Merce Cunningham and Carolyn Brown rehearsing 'Second Hand' in 1969, costumes by Jasper Johns. Photograph: Jack Mitchell via @michaelclarkco.
While 3D film is viewed by some as an unnecessary gimmick, the technology inspired Russian director Alla Kovgan to make Cunningham, a 3D ode to the avant-garde American choreographer, released late last year and currently showing in UK cinemas. “I always said I wanted to make something about Merce Cunningham because he’s a choreographer who works with space so much. He’ll have 16 dancers going in different directions at the same time, meaning you cannot make a single shot as a filmmaker,” she tells SLEEK over the phone.. “When 3D came out, specifically Wim Wenders’ film Pina”—another 3D dance documentary celebrating the work of the German choreographer Pina Bausch after her passing in 2009—“that was the first time I thought that 3D and dance have a lot of potential. It means you can feel really close to the dancers and experience the distance between people and spaces.”
Famed for developing a signature style of movement combining balletic leg motions with modern dance-inspired torsos, which is now used as a formal method of training for contemporary dancers around the world, Merce Cuningham collaborated with some of the most famous artists of the 20th century including Robert Rauschenberg, Andy Warhol and Jasper Johns, as well as lifelong romantic partner and frequent collaborator, avant-garde composer John Cage.
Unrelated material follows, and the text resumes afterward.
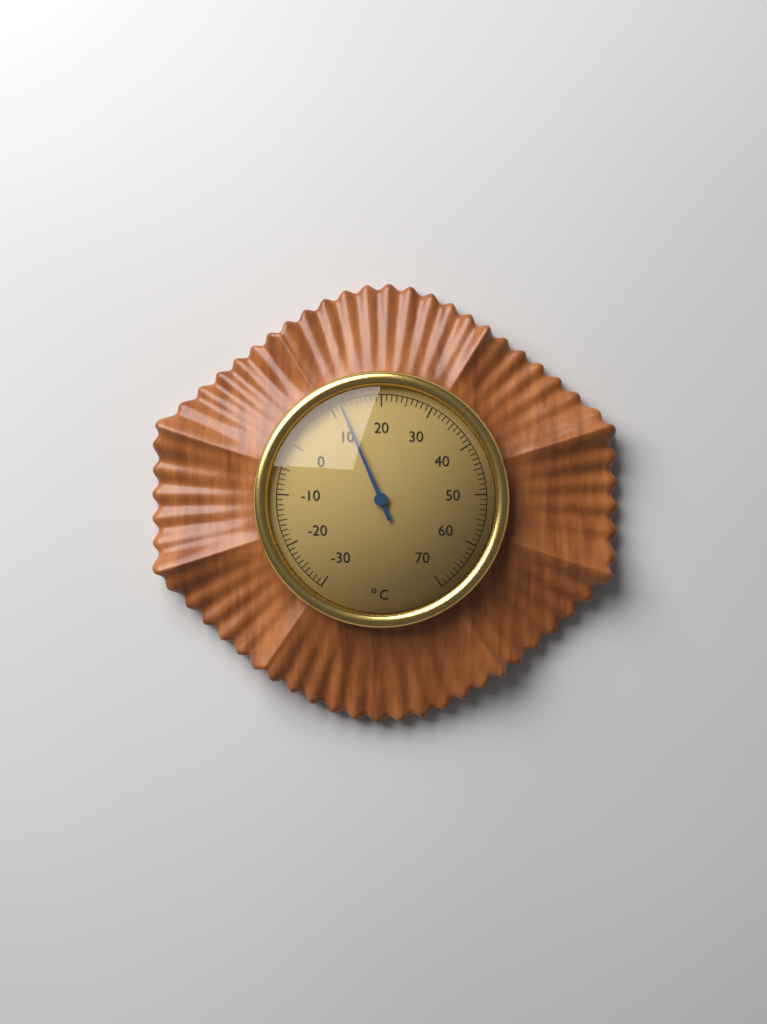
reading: 12 °C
Employing chance principles—such as only bringing together his choreography with the soundscore on the night of the performance—and abandoning narrative in favour of exploring physical questions and concepts, his work was initially shunned by audiences as emotionless, inhuman and cold, before receiving widespread recognition.
hotograph: Martin Miseré
Cunningham focuses on the period before the artist became a dance icon, subverting the documentary film genre in the process. “In traditional documentaries you learn a lot of biographical information about who the artist is but you have very little experience of the work itself,” says Kovgan. “We decided to warp this idea and put the work first.” As a result, Cunningham feels more like an assemblage of artistic evidence than a chronological documentary. The audience are presented with a range of archival footage of Cunningham’s works, choreographed between 1942-1972, as well as audio clips and newly recorded dance excerpts showing dancers performing in a variety of locations: in colourful unitards on New York rooftops, in green woodlands, abandoned warehouses, in front of grand European palaces and in classical theatre contexts.
Much like in Cunningham’s work itself, the film refuses simple interpretations, instead asking the viewer to draw their own conclusions. This may seem like a tall order for cinemagoers who are not used to watching avant-garde performances, but Kovgan has tried to make the film as accessible as possible. “I always joke that we are teaching the viewer to appreciate dance,” she says. “At first, the dance sequences we show are short. Then, they become longer and longer, so that by RainForest,”—a 1968 work featuring silver, floating pillows designed by Andy Warhol—“you’re watching almost four and a half minutes of uninterrupted dance.”
Photograph: Martin Miseré
When asked why a documentary about Merce Cunningham is relevant today, Kovgan offers a succinct reply: “well, I mean, he’s timeless.” She later adds, “We are a generation of people who are very visually apt as we are constantly bombarded with imagery from all possible sides. So, I think Cunningham is relevant now because he collaborated with so many artists who made his work very visual.” She does, however, admit that dance film is an intense medium that might not be for everyone. “Dance is a complex art form that requires our kinaesthetic empathy. It’s a very embodied experience that some people prefer not to partake in. Ultimately, it’s a reminder of our mortality”. But this isn’t going to stop her from pursuing her goal of bringing physicality back to cinema, as Kovgan says so herself, “cinema was born to dance.”